I have a client who has been on the verge of buying since February. We have looked at a lot of properties we liked, and made two below-market offers, but listing prices are expensive and nothing he has seen has set his hair on fire to pay list. We are looking at rentals tomorrow, and that may be that, but it does raise the question here: are we slowing down?

Is it certainly a question I get asked elsewhere, whenever I do radio tapings to flog my book, because expert hosts in other cities have already seen a slowing. Sometimes, as in D.C. or Florida, it’s been a painful one.

So I will start with the disclaimer I always start with, that if real estate agents could really and truly predict markets we would be running hedge funds. That having been said, let me whip out my crystal ball and tell you where we will be in five years:

1) A new ultra-luxury, 60-story condominium will rise on Manhattan’s Upper West Side. Just to cover all the bases, it will be named the Tribeca.

2) A 25-year-old Florida developer (who at this point is just a nobody) will be on the cover of every national magazine for his magic touch with Miami residential-to-office-to-residential-to-hospital-to-work/live conversions. Buyers will still complain that his buildings do not offer enough parking. He will be off celebrating Lindsay Lohan’s birthday, and not care.

3) Between the snowbirds and the flippers, Arizona will vote its fourth property-tax relief bill in as many years. School districts will try to find exotic ways to compensate for the lost revenue, such as selling old homework to Time Inc. for recycling and charging parental admission to Pee Wee football games.

4) Mortgage rates will be at 7 percent, or they won’t. Regulation Z will make it impossible for customers to tell what they are truly paying anyway.

5) Zillow.com will launch “Your Neighbor’s Renovation,” its most successful feature yet. One click will enable you to see directly into the kitchen next door, and buttons on a form will allow you to complain to your girlfriends about your neighbor’s taste in countertops. If you subscribe to the (not-yet-launched) Zillow Premium, you will see pop-up balloons telling you the price of all the separate components of the renovation, with a footnote explaining that the site is in beta and only three of every four balloons are actually accurate.

6) One in every five adults in California will have their Realtor’s license, a new record. There will be news reports of discord in large families, as newlyweds fight over whether to steer the referral fee to his first cousin’s stepsister, or her younger brother’s mother-in-law. Fortunately, there will be enough bloggers so we don’t miss a minute of this.

7) The innovative “MySmell” will allow you to experience your new apartment virtually – over the Internet you’ll receive a package that includes the aroma of your freshly buckling laminate/wood flooring, the paint that covers the bad spackle job to cover the cable installation in the corner, and the dirt under the foundation of the condo that will block your view in two years. First-time buyers can also sign up for the smell of the Ben and Jerry’s double-chocolate pint that you’ll drown your sorrows in when you discover your bathroom marble is chipped.

8) A survey by Money magazine finds that 12 percent of Americans sell their own homes FSBO, using the aid of such new services as Sell-R-Aid, a company which helps you build a 3-D model of your Colonial in Magic Sand. In response to news of this market segmentation, the National Association of Realtors takes its own poll, which puts the number of DIY sellers at 8 percent, with a 75 percent dissatisfaction rate.

9) Freakonomics authors Steven Levitt and Stephen J. Dubner run a 5,000-word essay in The New York Times magazine, exposing through extensive use of anecdote their shocking conclusion that brokers sometimes lie.

10) HGTV and the Food Network will merge, giving rise to shows about financing kitchen renovations (“$400 a day with Rachael Ray”), speculating in the restaurant industry (“Flip This House of Pancakes”), and the science of home décor (“Good Paints with Alton Brown.”) The top-rated show is a food/shelter porn crossover: “Molto Mario’s McMansions.” The Freakonomics guys will be refused a show, on the grounds that they can’t cook: they will be off celebrating Lindsay Lohan’s birthday with some hot-shot Miami developer, and not care.

Alison Rogers is a licensed salesperson, and author of “Diary of a Real Estate Rookie.”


THE PROBLEM: All lines in the records that carry the string "Page" are to be shown.

LISTED ENTRIES:
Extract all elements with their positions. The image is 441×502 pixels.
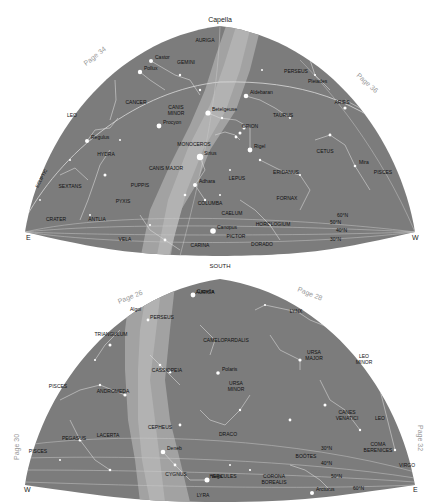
- latitude-label: 40°N: [336, 227, 348, 233]
- latitude-label: 50°N: [330, 219, 342, 225]
- top-right-direction: W: [412, 234, 419, 241]
- constellation-label: CASSIOPEIA: [152, 367, 183, 373]
- constellation-label: MINOR: [356, 359, 373, 365]
- constellation-label: COLUMBA: [198, 200, 223, 206]
- constellation-label: LACERTA: [97, 432, 120, 438]
- page-28-ref[interactable]: Page 28: [296, 285, 323, 302]
- constellation-label: PERSEUS: [150, 314, 175, 320]
- constellation-label: PEGASUS: [62, 435, 87, 441]
- bottom-sky-background: [25, 279, 415, 502]
- constellation-label: SEXTANS: [59, 183, 83, 189]
- latitude-label: 60°N: [353, 485, 365, 491]
- star-charts: AURIGAGEMINIPERSEUSCANCERCANISMINORLEOTA…: [0, 0, 441, 502]
- constellation-label: ORION: [242, 123, 259, 129]
- star-label: Vega: [211, 473, 223, 479]
- latitude-label: 60°N: [337, 212, 349, 218]
- star-label: Mira: [359, 159, 369, 165]
- star-label: Pleiades: [308, 78, 328, 84]
- constellation-label: LEO: [375, 415, 385, 421]
- constellation-label: CETUS: [317, 148, 335, 154]
- star-label: Capella: [197, 288, 214, 294]
- page-30-ref[interactable]: Page 30: [13, 434, 21, 460]
- constellation-label: LEO: [67, 112, 77, 118]
- latitude-label: 50°N: [331, 473, 343, 479]
- constellation-label: MONOCEROS: [177, 141, 211, 147]
- star-label: Arcturus: [316, 486, 335, 492]
- star-label: Sirius: [204, 150, 217, 156]
- constellation-label: ERIDANUS: [273, 169, 300, 175]
- constellation-label: CANCER: [125, 99, 147, 105]
- constellation-label: AURIGA: [195, 37, 215, 43]
- constellation-label: BOREALIS: [261, 479, 287, 485]
- constellation-label: LYRA: [197, 492, 210, 498]
- star-label: Betelgeuse: [212, 106, 237, 112]
- constellation-label: PYXIS: [116, 198, 131, 204]
- star-label: Rigel: [254, 143, 265, 149]
- top-map-title: Capella: [208, 16, 232, 24]
- constellation-label: PISCES: [49, 383, 68, 389]
- page-34-ref[interactable]: Page 34: [82, 45, 108, 67]
- constellation-label: VENATICI: [336, 415, 359, 421]
- constellation-label: VIRGO: [399, 462, 415, 468]
- constellation-label: ANTLIA: [88, 216, 106, 222]
- constellation-label: PISCES: [374, 169, 393, 175]
- star-label: Polaris: [222, 366, 238, 372]
- constellation-label: TRIANGULUM: [94, 331, 127, 337]
- star-label: Algol: [130, 306, 141, 312]
- constellation-label: ANDROMEDA: [97, 388, 130, 394]
- south-label: SOUTH: [210, 263, 231, 269]
- page-32-ref[interactable]: Page 32: [416, 425, 424, 451]
- constellation-label: BERENICES: [364, 447, 394, 453]
- latitude-label: 40°N: [321, 460, 333, 466]
- constellation-label: LEPUS: [229, 175, 246, 181]
- constellation-label: PERSEUS: [284, 68, 309, 74]
- constellation-label: PICTOR: [227, 233, 246, 239]
- constellation-label: MINOR: [168, 110, 185, 116]
- constellation-label: GEMINI: [177, 59, 195, 65]
- star-label: Aldebaran: [250, 89, 273, 95]
- constellation-label: CRATER: [46, 216, 67, 222]
- constellation-label: HOROLOGIUM: [256, 221, 291, 227]
- star-label: Castor: [155, 54, 170, 60]
- constellation-label: CANIS MAJOR: [149, 165, 184, 171]
- bottom-sky-map: [25, 279, 415, 502]
- constellation-label: PISCES: [29, 448, 48, 454]
- bottom-right-direction: E: [413, 486, 418, 493]
- bottom-left-direction: W: [24, 486, 31, 493]
- constellation-label: DRACO: [219, 431, 237, 437]
- constellation-label: CAELUM: [222, 210, 243, 216]
- star-label: Procyon: [163, 119, 182, 125]
- page-26-ref[interactable]: Page 26: [117, 289, 144, 306]
- star-label: Regulus: [91, 134, 110, 140]
- constellation-label: VELA: [119, 236, 132, 242]
- constellation-label: DORADO: [251, 241, 273, 247]
- constellation-label: HYDRA: [97, 151, 115, 157]
- constellation-label: PUPPIS: [131, 182, 150, 188]
- page-36-ref[interactable]: Page 36: [355, 72, 380, 95]
- constellation-label: CARINA: [191, 242, 211, 248]
- star-label: Deneb: [167, 445, 182, 451]
- constellation-label: CYGNUS: [165, 471, 187, 477]
- star-label: Pollux: [144, 65, 158, 71]
- top-left-direction: E: [26, 234, 31, 241]
- constellation-label: MINOR: [228, 386, 245, 392]
- constellation-label: ARIES: [334, 99, 350, 105]
- latitude-label: 30°N: [330, 236, 342, 242]
- latitude-label: 30°N: [321, 445, 333, 451]
- constellation-label: CAMELOPARDALIS: [203, 337, 249, 343]
- star-label: Canopus: [217, 224, 238, 230]
- star-label: Adhara: [199, 178, 215, 184]
- constellation-label: LYNX: [290, 308, 303, 314]
- constellation-label: MAJOR: [305, 355, 323, 361]
- constellation-label: FORNAX: [277, 195, 299, 201]
- constellation-label: CEPHEUS: [148, 424, 173, 430]
- constellation-label: BOÖTES: [296, 453, 318, 459]
- constellation-label: TAURUS: [273, 112, 294, 118]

REPLY:
- page-28-ref[interactable]: Page 28: [296, 285, 323, 302]
- page-30-ref[interactable]: Page 30: [13, 434, 21, 460]
- page-34-ref[interactable]: Page 34: [82, 45, 108, 67]
- page-32-ref[interactable]: Page 32: [416, 425, 424, 451]
- page-26-ref[interactable]: Page 26: [117, 289, 144, 306]
- page-36-ref[interactable]: Page 36: [355, 72, 380, 95]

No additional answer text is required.